Published since 1959, International Review of Neurobiology is a well-known series appealing to neuroscientists, clinicians, psychologists, physiologists, and pharmacologists. Led by an internationally renowned editorial board, this important serial publishes both eclectic volumes made up of timely reviews and thematic volumes that focus on recent progress in a specific area of neurobiology research. With recent advancements in new knowledge, it has become evident that psychostimulants and related drugs of abuse are influencing our central nervous system (CNS) remarkably and could alter their function for a longtime. This volume is the first to focus on substance abuse induced brain pathology in the widest sense as it covers alterations in neuronal, glial and endothelial cell functions under the influence of acute or chronic usage of substance abuse.
Basic Neurochemistry: Molecular, Cellular and Medical Aspects, a comprehensive text on neurochemistry, is now updated and revised in its Seventh Edition. This well-established text has been recognized worldwide as a resource for postgraduate trainees and teachers in neurology, psychiatry, and basic neuroscience, as well as for graduate and postgraduate students and instructors in the neurosciences. It is an excellent source of information on basic biochemical processes in brain function and disease for qualifying examinations and continuing medical education.

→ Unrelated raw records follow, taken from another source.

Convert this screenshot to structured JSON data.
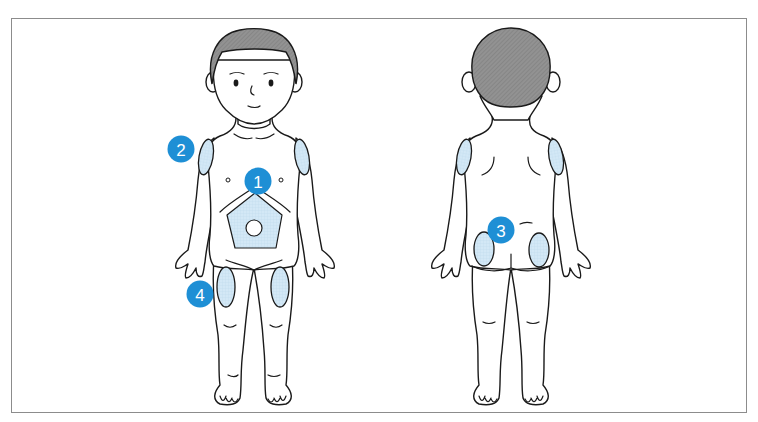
{
  "diagram": {
    "type": "injection-site-illustration",
    "views": [
      {
        "id": "front",
        "label": "front-view"
      },
      {
        "id": "back",
        "label": "back-view"
      }
    ],
    "sites": [
      {
        "number": "1",
        "region": "abdomen",
        "view": "front"
      },
      {
        "number": "2",
        "region": "upper-arm",
        "view": "front"
      },
      {
        "number": "3",
        "region": "buttocks",
        "view": "back"
      },
      {
        "number": "4",
        "region": "thigh",
        "view": "front"
      }
    ],
    "badges": {
      "b1": "1",
      "b2": "2",
      "b3": "3",
      "b4": "4"
    },
    "colors": {
      "badge": "#1e8fd5",
      "patch": "#d3e8f6",
      "hair": "#8e8e8e",
      "outline": "#1a1a1a",
      "frame": "#8c8c8c"
    }
  }
}
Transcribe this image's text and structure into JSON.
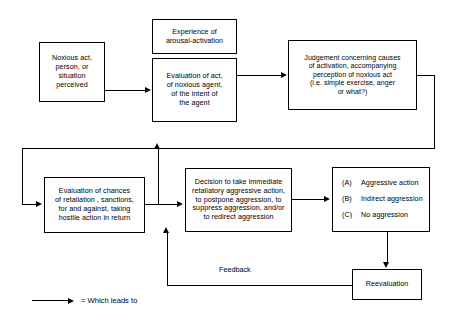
{
  "diagram": {
    "accent_color": "#000000",
    "background_color": "#ffffff",
    "nodes": {
      "noxious": "Noxious act,\nperson, or\nsituation\nperceived",
      "experience": "Experience of\narousal-activation",
      "evaluation_act": "Evaluation of act,\nof noxious agent,\nof the intent of\nthe agent",
      "judgement": "Judgement concerning causes\nof activation, accompanying\nperception of noxious act\n(i.e. simple exercise, anger\nor what?)",
      "chances": "Evaluation of chances\nof retaliation , sanctions,\nfor and against, taking\nhostile action in return",
      "decision": "Decision to take immediate\nretaliatory aggressive action,\nto postpone aggression, to\nsuppress aggression, and/or\nto redirect aggression",
      "reevaluation": "Reevaluation"
    },
    "outcomes": [
      {
        "key": "(A)",
        "label": "Aggressive action"
      },
      {
        "key": "(B)",
        "label": "Indirect aggression"
      },
      {
        "key": "(C)",
        "label": "No aggression"
      }
    ],
    "labels": {
      "feedback": "Feedback"
    },
    "legend": {
      "symbol": "arrow-right-icon",
      "text": "= Which leads to"
    }
  }
}
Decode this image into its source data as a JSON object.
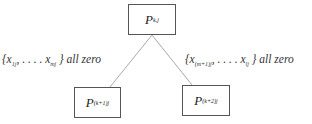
{
  "diagram": {
    "root": {
      "symbol": "P",
      "subscript": "k,j"
    },
    "children": [
      {
        "symbol": "P",
        "subscript": "(k+1)j"
      },
      {
        "symbol": "P",
        "subscript": "(k+2)j"
      }
    ],
    "edges": [
      {
        "from": "root",
        "to": "left-child",
        "label": {
          "open": "{x",
          "sub1": "1j",
          "dots": ", . . . . x",
          "sub2": "mj",
          "close": "}",
          "text": "all zero"
        }
      },
      {
        "from": "root",
        "to": "right-child",
        "label": {
          "open": "{x",
          "sub1": "(m+1)j",
          "dots": ", . . . . x",
          "sub2": "lj",
          "close": "}",
          "text": "all zero"
        }
      }
    ],
    "colors": {
      "line": "#999999",
      "border": "#555555",
      "text": "#333333"
    }
  }
}
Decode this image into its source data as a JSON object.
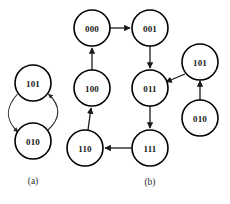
{
  "figure": {
    "background_color": "#ffffff",
    "node_stroke_color": "#000000",
    "edge_color": "#1a1a1a",
    "label_color": "#1a1a1a"
  },
  "panels": [
    {
      "id": "a",
      "caption": "(a)",
      "caption_x": 33,
      "caption_y": 181,
      "nodes": [
        {
          "id": "a-101",
          "label": "101",
          "cx": 33,
          "cy": 83,
          "r": 18
        },
        {
          "id": "a-010",
          "label": "010",
          "cx": 33,
          "cy": 141,
          "r": 18
        }
      ],
      "edges": [
        {
          "from": "101",
          "to": "010",
          "style": "curved-left",
          "directed": true
        },
        {
          "from": "010",
          "to": "101",
          "style": "curved-right",
          "directed": true
        }
      ]
    },
    {
      "id": "b",
      "caption": "(b)",
      "caption_x": 150,
      "caption_y": 182,
      "nodes": [
        {
          "id": "b-000",
          "label": "000",
          "cx": 92,
          "cy": 28,
          "r": 18
        },
        {
          "id": "b-001",
          "label": "001",
          "cx": 150,
          "cy": 28,
          "r": 18
        },
        {
          "id": "b-100",
          "label": "100",
          "cx": 92,
          "cy": 88,
          "r": 18
        },
        {
          "id": "b-011",
          "label": "011",
          "cx": 150,
          "cy": 88,
          "r": 18
        },
        {
          "id": "b-101",
          "label": "101",
          "cx": 200,
          "cy": 62,
          "r": 18
        },
        {
          "id": "b-010",
          "label": "010",
          "cx": 200,
          "cy": 118,
          "r": 18
        },
        {
          "id": "b-110",
          "label": "110",
          "cx": 85,
          "cy": 148,
          "r": 18
        },
        {
          "id": "b-111",
          "label": "111",
          "cx": 150,
          "cy": 148,
          "r": 18
        }
      ],
      "edges": [
        {
          "from": "000",
          "to": "001",
          "style": "straight",
          "directed": true
        },
        {
          "from": "100",
          "to": "000",
          "style": "straight",
          "directed": true
        },
        {
          "from": "001",
          "to": "011",
          "style": "straight",
          "directed": true
        },
        {
          "from": "101",
          "to": "011",
          "style": "straight",
          "directed": true
        },
        {
          "from": "010",
          "to": "101",
          "style": "straight",
          "directed": true
        },
        {
          "from": "011",
          "to": "111",
          "style": "straight",
          "directed": true
        },
        {
          "from": "111",
          "to": "110",
          "style": "straight",
          "directed": true
        },
        {
          "from": "110",
          "to": "100",
          "style": "straight",
          "directed": true
        }
      ]
    }
  ]
}
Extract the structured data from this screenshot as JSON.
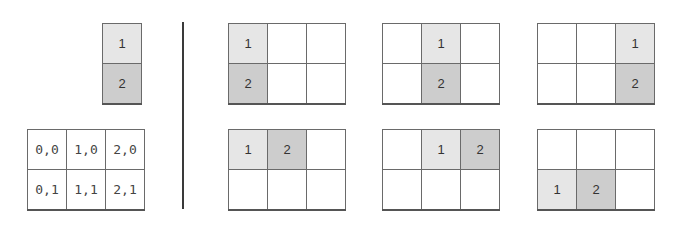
{
  "colors": {
    "item_1_fill": "#e6e6e6",
    "item_2_fill": "#cdcdcd",
    "border": "#6a6a6a",
    "divider": "#3a3a3a"
  },
  "left": {
    "column_shape": {
      "cells": [
        "1",
        "2"
      ]
    },
    "coordinate_grid": {
      "rows": [
        [
          "0,0",
          "1,0",
          "2,0"
        ],
        [
          "0,1",
          "1,1",
          "2,1"
        ]
      ]
    }
  },
  "placements": {
    "vertical": [
      {
        "rows": [
          [
            "1",
            "",
            ""
          ],
          [
            "2",
            "",
            ""
          ]
        ]
      },
      {
        "rows": [
          [
            "",
            "1",
            ""
          ],
          [
            "",
            "2",
            ""
          ]
        ]
      },
      {
        "rows": [
          [
            "",
            "",
            "1"
          ],
          [
            "",
            "",
            "2"
          ]
        ]
      }
    ],
    "horizontal": [
      {
        "rows": [
          [
            "1",
            "2",
            ""
          ],
          [
            "",
            "",
            ""
          ]
        ]
      },
      {
        "rows": [
          [
            "",
            "1",
            "2"
          ],
          [
            "",
            "",
            ""
          ]
        ]
      },
      {
        "rows": [
          [
            "",
            "",
            ""
          ],
          [
            "1",
            "2",
            ""
          ]
        ]
      }
    ]
  }
}
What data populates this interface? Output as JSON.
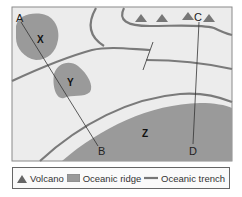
{
  "diagram": {
    "points": {
      "A": "A",
      "B": "B",
      "C": "C",
      "D": "D"
    },
    "regions": {
      "X": "X",
      "Y": "Y",
      "Z": "Z"
    },
    "volcano_count": 4
  },
  "legend": {
    "items": [
      {
        "icon": "volcano-icon",
        "label": "Volcano"
      },
      {
        "icon": "oceanic-ridge-icon",
        "label": "Oceanic ridge"
      },
      {
        "icon": "oceanic-trench-icon",
        "label": "Oceanic trench"
      }
    ]
  },
  "colors": {
    "background": "#ececec",
    "landmass": "#9a9a9a",
    "trench": "#7a7a7a",
    "line": "#333333",
    "frame": "#777777"
  }
}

Glutamate and GABA are the main information carrying neurotransmitters in the brain. Their action is modulated by a further series of small molecules called neuromodulators. The major neuromodulators in the brain are acetylcholine (both muscarinic and nicotinic), dopamine, norepinephrine, epinephrine and serotonin. These have an enormous range of functions in a wide variety of brain mechanisms. This book attempts to give a general overview of this field with a section devoted to each of these. Each section starts with anatomy, both structural and functional. The various types of receptors for these agents are described and then the effects of stimulating these receptors. These receptors trigger a variety of electrical reactions that generally involve potassium, sodium or calcium channels. Also reviewed are other receptors that trigger a wide variety of post-synaptic signaling cascades that influence a large number of neuronal functions including receptor sensitivity, synaptic plasticity and gene manipulation. Finally the relevance of these systems to disease states is detailed. There are many reviews of individual neuromodulators but this is the only book where one author attempts to cover the whole field.

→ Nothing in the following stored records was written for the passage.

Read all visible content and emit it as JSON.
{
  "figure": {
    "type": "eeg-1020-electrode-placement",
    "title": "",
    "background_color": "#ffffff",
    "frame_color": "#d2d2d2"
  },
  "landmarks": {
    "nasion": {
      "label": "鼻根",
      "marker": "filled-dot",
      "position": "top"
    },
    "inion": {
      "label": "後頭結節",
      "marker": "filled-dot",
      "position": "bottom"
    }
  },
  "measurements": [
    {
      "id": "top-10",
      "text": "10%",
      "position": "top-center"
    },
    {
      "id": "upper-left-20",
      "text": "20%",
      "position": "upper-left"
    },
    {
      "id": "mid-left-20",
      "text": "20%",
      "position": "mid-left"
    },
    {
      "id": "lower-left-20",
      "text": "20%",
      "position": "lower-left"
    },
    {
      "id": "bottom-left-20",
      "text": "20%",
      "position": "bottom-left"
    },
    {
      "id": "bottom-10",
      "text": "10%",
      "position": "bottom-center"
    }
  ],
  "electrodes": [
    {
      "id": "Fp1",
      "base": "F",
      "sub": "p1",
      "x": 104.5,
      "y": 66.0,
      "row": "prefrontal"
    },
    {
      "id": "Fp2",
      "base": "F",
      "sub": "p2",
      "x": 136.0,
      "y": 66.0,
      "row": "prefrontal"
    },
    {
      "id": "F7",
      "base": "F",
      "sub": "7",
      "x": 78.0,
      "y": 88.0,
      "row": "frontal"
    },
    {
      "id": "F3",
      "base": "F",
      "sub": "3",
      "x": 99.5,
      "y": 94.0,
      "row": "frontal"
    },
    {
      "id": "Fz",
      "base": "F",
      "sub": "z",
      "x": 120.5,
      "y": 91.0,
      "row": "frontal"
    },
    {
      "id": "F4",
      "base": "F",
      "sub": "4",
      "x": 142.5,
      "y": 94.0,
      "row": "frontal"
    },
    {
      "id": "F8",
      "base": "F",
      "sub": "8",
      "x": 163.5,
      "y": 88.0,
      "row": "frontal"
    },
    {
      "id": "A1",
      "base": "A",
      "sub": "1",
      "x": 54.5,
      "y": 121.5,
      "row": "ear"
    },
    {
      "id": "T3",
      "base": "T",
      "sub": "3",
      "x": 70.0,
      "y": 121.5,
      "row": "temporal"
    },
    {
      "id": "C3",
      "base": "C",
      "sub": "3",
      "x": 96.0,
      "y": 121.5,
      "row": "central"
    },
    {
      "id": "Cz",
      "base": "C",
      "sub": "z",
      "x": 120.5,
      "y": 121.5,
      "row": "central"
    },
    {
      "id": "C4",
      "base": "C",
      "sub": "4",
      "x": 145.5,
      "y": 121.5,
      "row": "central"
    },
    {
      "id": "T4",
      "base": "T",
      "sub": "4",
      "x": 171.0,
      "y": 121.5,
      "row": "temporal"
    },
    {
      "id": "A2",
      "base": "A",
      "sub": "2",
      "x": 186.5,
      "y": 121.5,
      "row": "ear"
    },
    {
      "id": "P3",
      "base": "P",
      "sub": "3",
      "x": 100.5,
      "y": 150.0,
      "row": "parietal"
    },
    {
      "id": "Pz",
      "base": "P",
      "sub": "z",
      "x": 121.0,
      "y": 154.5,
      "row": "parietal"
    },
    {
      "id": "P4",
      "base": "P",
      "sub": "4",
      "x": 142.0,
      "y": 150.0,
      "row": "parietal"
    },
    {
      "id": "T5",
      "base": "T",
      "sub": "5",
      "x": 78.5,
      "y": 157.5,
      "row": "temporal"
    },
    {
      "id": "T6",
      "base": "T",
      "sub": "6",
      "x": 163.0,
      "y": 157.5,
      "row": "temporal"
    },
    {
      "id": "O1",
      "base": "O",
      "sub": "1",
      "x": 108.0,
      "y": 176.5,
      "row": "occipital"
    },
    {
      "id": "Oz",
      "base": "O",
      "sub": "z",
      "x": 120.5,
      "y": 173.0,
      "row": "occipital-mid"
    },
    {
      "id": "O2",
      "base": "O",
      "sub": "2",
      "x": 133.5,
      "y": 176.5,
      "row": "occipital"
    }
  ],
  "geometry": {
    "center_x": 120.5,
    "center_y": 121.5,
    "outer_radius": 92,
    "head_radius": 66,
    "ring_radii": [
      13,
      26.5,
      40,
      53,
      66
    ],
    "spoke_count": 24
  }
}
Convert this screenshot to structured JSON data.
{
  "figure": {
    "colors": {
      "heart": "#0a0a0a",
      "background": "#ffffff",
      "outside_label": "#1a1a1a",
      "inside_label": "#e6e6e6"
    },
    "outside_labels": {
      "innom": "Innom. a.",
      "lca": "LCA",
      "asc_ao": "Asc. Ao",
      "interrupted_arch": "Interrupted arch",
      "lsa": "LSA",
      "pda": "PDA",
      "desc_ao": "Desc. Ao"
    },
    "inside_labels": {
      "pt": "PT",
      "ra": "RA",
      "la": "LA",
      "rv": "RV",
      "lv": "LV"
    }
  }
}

The analysis of the protein content of the Cerebrospinal Fluid (CSF) is a central tool in the diagnosis of a number of diseases, including Multiple Sclerosis and Encephalitis. Proteins of the Cerebrospinal Fluid is a complete revision of the first edition published 16 years ago and reflects the advances in the field in that period. Containing the most comprehensive reference list available today with over 1300 references cross-indexed according to topics, it also includes many classical works that cannot be easily found through the public literature database (like PubMed). This book covers new areas of research such as the use of the analysis of protein content in the CSF to guide the prognosis of patients with severe head injury and/or stroke (currently being tested using technology which can be applied at the bedside to yield results within 15 minutes). With many new or completely revised illustrations, this book serves as not only a reference on the topic, but also a lab manual for bench work with recipes, and a clinical reference on individual diseases.